(Dataset excerpts begins)

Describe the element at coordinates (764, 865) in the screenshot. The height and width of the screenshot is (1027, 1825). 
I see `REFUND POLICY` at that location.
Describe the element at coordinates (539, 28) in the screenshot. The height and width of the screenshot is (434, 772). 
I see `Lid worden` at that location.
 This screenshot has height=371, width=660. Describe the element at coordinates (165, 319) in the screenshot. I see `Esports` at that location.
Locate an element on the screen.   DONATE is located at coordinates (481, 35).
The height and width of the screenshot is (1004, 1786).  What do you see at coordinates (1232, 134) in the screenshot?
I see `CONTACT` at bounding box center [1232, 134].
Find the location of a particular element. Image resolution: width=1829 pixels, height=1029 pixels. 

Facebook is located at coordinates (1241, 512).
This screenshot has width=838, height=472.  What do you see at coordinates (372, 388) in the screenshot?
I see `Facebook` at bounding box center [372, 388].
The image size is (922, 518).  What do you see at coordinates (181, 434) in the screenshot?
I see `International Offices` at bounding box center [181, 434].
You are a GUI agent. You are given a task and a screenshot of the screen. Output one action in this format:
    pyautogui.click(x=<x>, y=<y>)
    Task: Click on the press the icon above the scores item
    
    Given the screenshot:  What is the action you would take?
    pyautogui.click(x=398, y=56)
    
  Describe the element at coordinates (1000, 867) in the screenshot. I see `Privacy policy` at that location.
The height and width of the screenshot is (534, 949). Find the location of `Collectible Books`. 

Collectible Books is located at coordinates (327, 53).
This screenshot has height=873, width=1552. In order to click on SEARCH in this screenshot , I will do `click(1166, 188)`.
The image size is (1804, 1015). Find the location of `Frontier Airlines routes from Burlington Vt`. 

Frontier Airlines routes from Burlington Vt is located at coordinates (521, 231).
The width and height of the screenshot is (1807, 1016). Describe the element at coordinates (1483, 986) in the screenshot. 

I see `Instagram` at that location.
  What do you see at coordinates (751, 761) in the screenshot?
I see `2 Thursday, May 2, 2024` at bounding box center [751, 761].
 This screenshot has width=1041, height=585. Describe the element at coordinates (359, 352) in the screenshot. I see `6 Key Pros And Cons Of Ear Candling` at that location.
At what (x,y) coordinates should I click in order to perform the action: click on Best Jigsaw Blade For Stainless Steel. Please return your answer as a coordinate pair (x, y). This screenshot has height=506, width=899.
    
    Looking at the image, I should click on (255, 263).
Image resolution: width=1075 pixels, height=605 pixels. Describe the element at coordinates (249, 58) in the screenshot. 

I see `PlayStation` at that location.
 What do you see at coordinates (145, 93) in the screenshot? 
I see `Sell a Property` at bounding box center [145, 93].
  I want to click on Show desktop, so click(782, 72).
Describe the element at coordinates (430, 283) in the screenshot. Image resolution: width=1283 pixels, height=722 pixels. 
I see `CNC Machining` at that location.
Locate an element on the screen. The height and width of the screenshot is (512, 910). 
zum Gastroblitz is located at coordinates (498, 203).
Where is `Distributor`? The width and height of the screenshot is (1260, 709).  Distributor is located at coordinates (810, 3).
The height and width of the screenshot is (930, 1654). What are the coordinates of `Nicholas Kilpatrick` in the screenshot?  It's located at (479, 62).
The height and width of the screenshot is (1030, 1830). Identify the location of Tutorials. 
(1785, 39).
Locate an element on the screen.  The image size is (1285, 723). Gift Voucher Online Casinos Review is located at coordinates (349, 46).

(Dataset excerpts ends)

_Exercise aim_
Every entry should be restated word for word.

_Task response_
Describe the element at coordinates (764, 865) in the screenshot. The height and width of the screenshot is (1027, 1825). 
I see `REFUND POLICY` at that location.
Describe the element at coordinates (539, 28) in the screenshot. The height and width of the screenshot is (434, 772). 
I see `Lid worden` at that location.
 This screenshot has height=371, width=660. Describe the element at coordinates (165, 319) in the screenshot. I see `Esports` at that location.
Locate an element on the screen.   DONATE is located at coordinates (481, 35).
The height and width of the screenshot is (1004, 1786).  What do you see at coordinates (1232, 134) in the screenshot?
I see `CONTACT` at bounding box center [1232, 134].
Find the location of a particular element. Image resolution: width=1829 pixels, height=1029 pixels. 

Facebook is located at coordinates (1241, 512).
This screenshot has width=838, height=472.  What do you see at coordinates (372, 388) in the screenshot?
I see `Facebook` at bounding box center [372, 388].
The image size is (922, 518).  What do you see at coordinates (181, 434) in the screenshot?
I see `International Offices` at bounding box center [181, 434].
You are a GUI agent. You are given a task and a screenshot of the screen. Output one action in this format:
    pyautogui.click(x=<x>, y=<y>)
    Task: Click on the press the icon above the scores item
    
    Given the screenshot:  What is the action you would take?
    pyautogui.click(x=398, y=56)
    
  Describe the element at coordinates (1000, 867) in the screenshot. I see `Privacy policy` at that location.
The height and width of the screenshot is (534, 949). Find the location of `Collectible Books`. 

Collectible Books is located at coordinates (327, 53).
This screenshot has height=873, width=1552. In order to click on SEARCH in this screenshot , I will do `click(1166, 188)`.
The image size is (1804, 1015). Find the location of `Frontier Airlines routes from Burlington Vt`. 

Frontier Airlines routes from Burlington Vt is located at coordinates (521, 231).
The width and height of the screenshot is (1807, 1016). Describe the element at coordinates (1483, 986) in the screenshot. 

I see `Instagram` at that location.
  What do you see at coordinates (751, 761) in the screenshot?
I see `2 Thursday, May 2, 2024` at bounding box center [751, 761].
 This screenshot has width=1041, height=585. Describe the element at coordinates (359, 352) in the screenshot. I see `6 Key Pros And Cons Of Ear Candling` at that location.
At what (x,y) coordinates should I click in order to perform the action: click on Best Jigsaw Blade For Stainless Steel. Please return your answer as a coordinate pair (x, y). This screenshot has height=506, width=899.
    
    Looking at the image, I should click on (255, 263).
Image resolution: width=1075 pixels, height=605 pixels. Describe the element at coordinates (249, 58) in the screenshot. 

I see `PlayStation` at that location.
 What do you see at coordinates (145, 93) in the screenshot? 
I see `Sell a Property` at bounding box center [145, 93].
  I want to click on Show desktop, so click(782, 72).
Describe the element at coordinates (430, 283) in the screenshot. Image resolution: width=1283 pixels, height=722 pixels. 
I see `CNC Machining` at that location.
Locate an element on the screen. The height and width of the screenshot is (512, 910). 
zum Gastroblitz is located at coordinates (498, 203).
Where is `Distributor`? The width and height of the screenshot is (1260, 709).  Distributor is located at coordinates (810, 3).
The height and width of the screenshot is (930, 1654). What are the coordinates of `Nicholas Kilpatrick` in the screenshot?  It's located at (479, 62).
The height and width of the screenshot is (1030, 1830). Identify the location of Tutorials. 
(1785, 39).
Locate an element on the screen.  The image size is (1285, 723). Gift Voucher Online Casinos Review is located at coordinates (349, 46).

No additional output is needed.